Letters to the Editor

DEE    Letters

Where in Maine? What does someone from away get when they marry a Mainer? Terrific memories of visiting Maine. I saw the lobster trap tree in Rockland,

DEE    Letters

Where in Maine?
What does someone from away get when they marry a Mainer? Terrific memories of visiting Maine. I saw the lobster trap tree in Rockland, the subject of your December “Where in Maine?” photograph, while visiting the area for Thanksgiving 2007. It joins my Rockland memories of mackerel fishing off the breakwater, seeing
a beluga whale up close in the harbor, and this midwestern cheesehead trying to balance on a string of very unsteady lobster traps. My family has had many happy times in Maine while visiting relatives and anticipates many more to come. Thanks for bringing a taste of Maine to Wisconsin.


—Rick Weister

Eau Claire, Wisconsin

It might be that lobster trap trees are the only things worth doing with traps if the price of lobster doesn’t recover soon.

—Sarah Nugent
Orland, Maine

Lost Highway
I enjoyed the “North by East” item in your December issue where you quoted me in regards to the Theodore Roosevelt International Highway.
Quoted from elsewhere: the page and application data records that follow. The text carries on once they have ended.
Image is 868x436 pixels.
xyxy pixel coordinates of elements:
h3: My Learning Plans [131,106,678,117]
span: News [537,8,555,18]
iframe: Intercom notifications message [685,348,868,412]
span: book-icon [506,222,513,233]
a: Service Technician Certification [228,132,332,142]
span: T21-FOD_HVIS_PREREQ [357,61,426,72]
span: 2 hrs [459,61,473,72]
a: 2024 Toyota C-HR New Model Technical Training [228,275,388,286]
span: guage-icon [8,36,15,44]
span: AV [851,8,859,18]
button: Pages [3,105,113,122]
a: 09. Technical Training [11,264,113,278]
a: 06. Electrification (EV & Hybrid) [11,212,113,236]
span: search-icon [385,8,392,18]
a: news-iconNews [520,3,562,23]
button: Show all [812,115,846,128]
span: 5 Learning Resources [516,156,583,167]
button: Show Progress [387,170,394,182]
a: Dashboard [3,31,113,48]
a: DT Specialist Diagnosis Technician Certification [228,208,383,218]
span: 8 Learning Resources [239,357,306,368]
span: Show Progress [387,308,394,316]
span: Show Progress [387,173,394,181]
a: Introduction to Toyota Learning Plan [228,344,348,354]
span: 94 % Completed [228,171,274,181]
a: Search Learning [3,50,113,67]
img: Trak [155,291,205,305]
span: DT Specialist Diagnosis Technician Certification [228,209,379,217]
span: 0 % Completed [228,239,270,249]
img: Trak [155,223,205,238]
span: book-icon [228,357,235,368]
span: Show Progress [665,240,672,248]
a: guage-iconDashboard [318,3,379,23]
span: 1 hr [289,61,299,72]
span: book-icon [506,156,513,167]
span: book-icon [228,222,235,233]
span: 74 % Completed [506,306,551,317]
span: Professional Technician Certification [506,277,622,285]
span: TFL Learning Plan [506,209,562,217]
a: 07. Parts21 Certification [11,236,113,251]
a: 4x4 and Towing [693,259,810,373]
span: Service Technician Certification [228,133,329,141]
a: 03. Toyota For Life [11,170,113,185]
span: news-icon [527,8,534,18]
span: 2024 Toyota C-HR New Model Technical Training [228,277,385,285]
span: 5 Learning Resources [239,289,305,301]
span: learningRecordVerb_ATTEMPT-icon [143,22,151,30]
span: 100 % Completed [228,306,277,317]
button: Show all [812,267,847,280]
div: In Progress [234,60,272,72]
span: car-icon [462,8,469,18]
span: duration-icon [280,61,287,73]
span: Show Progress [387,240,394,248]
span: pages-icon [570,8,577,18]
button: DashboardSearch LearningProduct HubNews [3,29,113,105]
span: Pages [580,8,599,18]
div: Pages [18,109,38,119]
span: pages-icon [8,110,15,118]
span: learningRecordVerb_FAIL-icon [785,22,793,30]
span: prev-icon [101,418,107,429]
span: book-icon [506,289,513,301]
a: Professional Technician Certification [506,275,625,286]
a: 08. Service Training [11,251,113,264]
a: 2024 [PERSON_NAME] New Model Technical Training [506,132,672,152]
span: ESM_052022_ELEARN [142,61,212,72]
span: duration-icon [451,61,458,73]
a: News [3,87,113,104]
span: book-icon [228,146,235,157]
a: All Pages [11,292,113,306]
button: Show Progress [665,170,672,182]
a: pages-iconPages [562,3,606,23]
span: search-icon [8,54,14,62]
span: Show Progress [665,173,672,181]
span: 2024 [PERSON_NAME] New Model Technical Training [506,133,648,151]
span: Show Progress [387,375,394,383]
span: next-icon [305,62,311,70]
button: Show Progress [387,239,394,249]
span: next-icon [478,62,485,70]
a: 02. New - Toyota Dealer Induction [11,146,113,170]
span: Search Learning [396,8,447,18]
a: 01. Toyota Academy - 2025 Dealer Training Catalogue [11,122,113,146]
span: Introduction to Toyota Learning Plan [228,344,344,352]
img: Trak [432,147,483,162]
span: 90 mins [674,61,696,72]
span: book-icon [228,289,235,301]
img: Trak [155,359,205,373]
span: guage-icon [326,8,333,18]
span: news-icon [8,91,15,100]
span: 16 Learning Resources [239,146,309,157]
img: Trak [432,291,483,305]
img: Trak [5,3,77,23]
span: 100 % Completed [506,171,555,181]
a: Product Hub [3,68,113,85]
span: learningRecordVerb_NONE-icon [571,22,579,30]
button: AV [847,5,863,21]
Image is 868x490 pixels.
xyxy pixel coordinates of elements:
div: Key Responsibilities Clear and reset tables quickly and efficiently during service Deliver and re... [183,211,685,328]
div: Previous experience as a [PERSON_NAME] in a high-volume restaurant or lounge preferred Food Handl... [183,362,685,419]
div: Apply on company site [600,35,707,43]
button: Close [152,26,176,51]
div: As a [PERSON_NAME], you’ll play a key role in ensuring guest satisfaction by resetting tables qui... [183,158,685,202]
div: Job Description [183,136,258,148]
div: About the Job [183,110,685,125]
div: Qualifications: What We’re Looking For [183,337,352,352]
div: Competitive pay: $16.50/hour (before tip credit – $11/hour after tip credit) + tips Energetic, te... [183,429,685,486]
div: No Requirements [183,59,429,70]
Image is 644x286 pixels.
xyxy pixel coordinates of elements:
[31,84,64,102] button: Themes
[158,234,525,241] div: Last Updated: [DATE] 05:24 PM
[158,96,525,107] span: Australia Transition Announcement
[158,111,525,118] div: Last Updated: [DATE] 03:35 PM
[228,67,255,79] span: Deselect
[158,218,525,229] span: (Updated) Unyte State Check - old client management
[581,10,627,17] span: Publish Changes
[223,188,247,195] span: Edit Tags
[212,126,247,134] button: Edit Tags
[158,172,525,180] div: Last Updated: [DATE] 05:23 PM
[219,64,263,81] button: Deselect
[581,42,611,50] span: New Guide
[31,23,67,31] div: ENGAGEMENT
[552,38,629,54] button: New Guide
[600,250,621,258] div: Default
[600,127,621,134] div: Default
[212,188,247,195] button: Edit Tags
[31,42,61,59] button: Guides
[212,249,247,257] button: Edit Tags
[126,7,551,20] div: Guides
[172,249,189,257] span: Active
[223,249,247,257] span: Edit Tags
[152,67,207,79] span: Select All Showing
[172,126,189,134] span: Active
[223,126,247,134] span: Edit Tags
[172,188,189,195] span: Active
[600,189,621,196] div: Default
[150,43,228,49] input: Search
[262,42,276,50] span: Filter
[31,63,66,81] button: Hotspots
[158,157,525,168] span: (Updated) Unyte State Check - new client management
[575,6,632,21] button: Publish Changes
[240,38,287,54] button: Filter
The article contained an error regarding the highway’s route, though. While it did re-enter the United States at Detroit, it proceeded north in Michigan along the western shore of Lake Huron to the Upper Peninsula and went west from there on what is now U.S. Route 2 across the UP, Wisconsin, Minnesota, North Dakota, and Montana into Idaho, where it turned south and then west into Washington, then south and west through Oregon and into Portland.
I wanted to set the record straight, because some of your readers might want to explore the old route. I strongly recommend it!

—Max J. Skidmore, PhD
University of Missouri-Kansas City

Sea Glass Creation
The excerpt in your November issue for C.S. Lambert’s book, A Passion for Sea Glass, prompts me to tell you and your readers about my passion for sea glass. I don’t work with it or collect it; I plant it. I started
decades ago when a friend’s antique cranberry-glass sugar shaker got broken and I salvaged the shards from the trash. I hammered the larger pieces into smaller fragments and took the trash-to-treasure-trove to an oceanside rocky outcropping and tossed the batch into the Atlantic, confident that the tidal surges against the gravelly bottoms of adjacent inlets would abrade the sharp edges and give a pearly polish to the pieces. Sea glass has come to us mainly from times when household trash was dumped into the nearest body of water. Since those times, sea glass supply has fallen into decline, so it’s up to us to fill that gap. Only once did I find a fragment that I recognized as one of my “plantings,” but I’m sure there must be many hereabouts, some perhaps in the bellies of fish that gobble anything lustrous.

—Isabel Lewando
Ogunquit, Maine

Thanks to Vic
Thanks to Andrew Vietze for his well-written and thorough December article on Vic Firth and his drumstick empire. I had the honor and privilege to study timpani and percussion with Vic from 1966 to 1970 at the New England Conservatory. His company was in its infancy at the time, and it has been fascinating to see it grow to its current size. Thanks to Vic’s musical guidance, I have made a good living playing music and currently play percussion and timpani with The Royal Hawaiian Band in Honolulu, our nation’s only full-time municipal band. There are many other former Vic Firth students who have gone on to successful careers as timpanists and percussionists.
I own a house in Stockton Springs, Maine, and shall retire there in two years. During last summer’s visit to inspect my house, I got in touch with Vic and asked if I could tour his plant in Newport. He generously allowed me to follow him around the factory during his morning rounds. To say I was impressed by his operation is putting it mildly. I was equally impressed by the fact that Vic has always remained a most gracious gentleman. After nearly four decades, I found him to still be quick with a joke or a wonderful story from his remarkable music career. His smile is as engaging as ever.

—Bill Wiley
Honolulu, Hawaii

Correction
The photo of Erin Herbig on page W16 of My Maine Wedding in the January issue failed to credit Jason Mann as the photographer.